LaRussa on franchisees:

"If I’m going to have you as a franchisee, my customer doesn’t know you’re a franchisee. All she knows is you’re Jack’s. And if she doesn’t get the service at your stores that she gets in mine, then the franchise fee you’re paying me is hurting me."

LaRussa: There’s no secret to being successful in any business. To me, the key still gets back to basics. If I please you and give you what you’ve come in to buy, you’re going to come back, whether it’s a suit of clothes, a pair of shoes, whatever. When you go in to buy a new suit, you don’t want to see one suit on that rack and have only that to choose from. You want six or eight or ten, and you want somebody to help you with it to make sure it fits right.
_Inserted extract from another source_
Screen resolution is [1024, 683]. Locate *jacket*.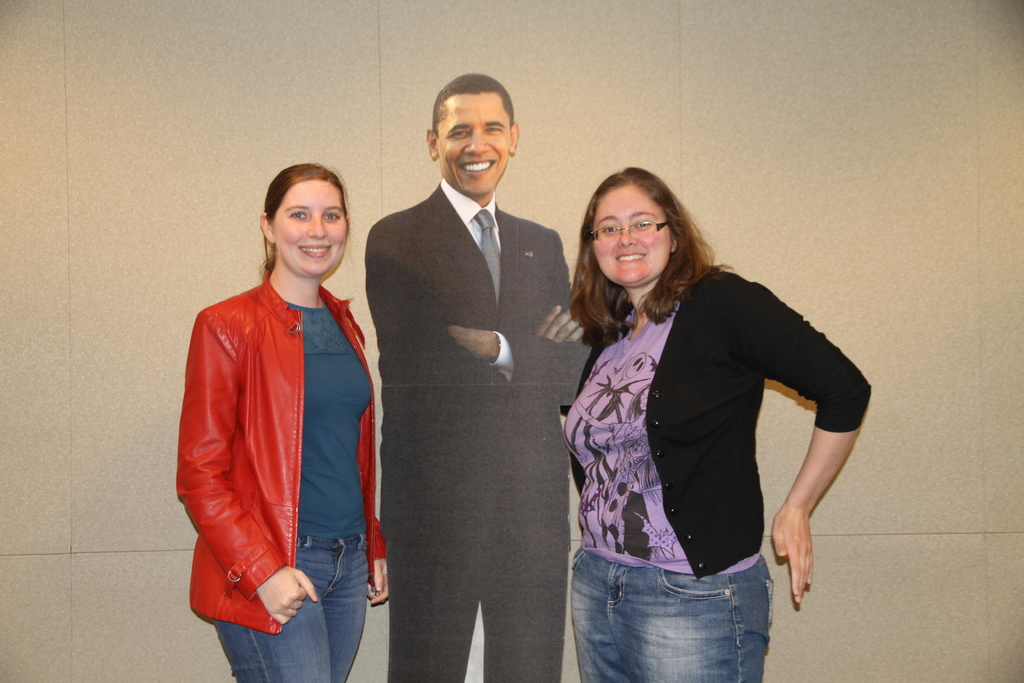
[175,222,387,611].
Same thing in our business. Service. Most of our stores are targeted to the small markets, but we’ve attacked the big cities, too. Strategically, you’ve got to have the best location. How do you pick a location? What are you looking for? When you figure that 35 to 40 percent of our business is breakfast, you go to a quick-service restaurant because it’s convenient. So where are you going to put the store? You’re going to put it on the going-to-work side of the road, because you want it to be convenient.

What is the gross income of Jack’s a year?
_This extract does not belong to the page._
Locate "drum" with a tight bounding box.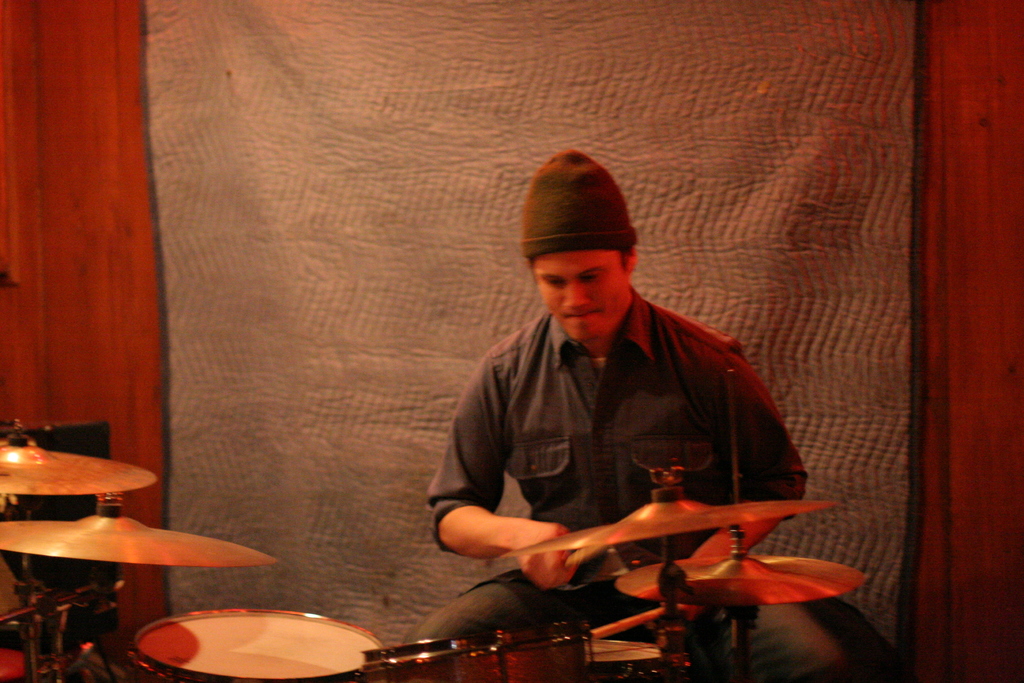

LaRussa: We did over $50 million last year. That was about 9 percent growth. I think for the last five or six years, we’ve grown 9 to 12 percent every year. That’s no barn burner, but it’s consistent. It’s healthy.

And you’re satisfied with it?

LaRussa: I’m satisfied with it. Who else have I got to prove it to? Our bankers are willing to lend us all we want to borrow. And, again, what gets you in trouble–how many companies have you seen over-expand, get leveraged too far out there, hit a little bump in the road? What’s going to happen this year? You’ve had a great eight-to-ten years. Now you’ve had a struggle with an election. Mr. Clinton doesn’t want to say this downturn happened during his watch, but I think it has. Where’s it going? How wise is it to get too many stores going at one time?

You’ve been in the business a long time. Have there been significant blunders?

LaRussa: There definitely have been. Until I was knowledgeable enough about locations, some of the locations we picked did not pan out as good as I had hoped they would. Or maybe the location was good but we didn’t do a very good job of executing operationally, or maybe we moved too far away from home base. How often did you get out there to visit it? You can expect what you inspect. If you don’t inspect it very often, what can you expect?

This idea of remaining relatively close to the home base–by its nature that limits your growth potential, doesn’t it?

LaRussa: Well, what is close to home base? Two hundred fifty miles? Five hundred miles? What you do at that point is create an area manager who lives there. So then you’ve got another reach as far as where home base is. Our area managers are scattered out. We have people who live in Muscle Shoals, Alabama [about one hundred miles northwest of corporate offices in Birmingham].

What would you expect Jack’s to be ten years from now?

LaRussa: Very successful.

Would you expect it to be a very different looking company?

LaRussa: I would think that you would probably have 150 or two hundred stores, but hopefully it would have the same philosophy of doing business, taking care of your customers, taking care of your employees. If you take care of your employees and instill in them what they need to do to take care of the customer, the continuity will be right there. You can be conservative and keep your philosophy of business, and you can hold your head up and compete with anybody. It all depends on what you want to be. Do you want to be a national chain? Or do you want to be a strong regional chain that’s very successful?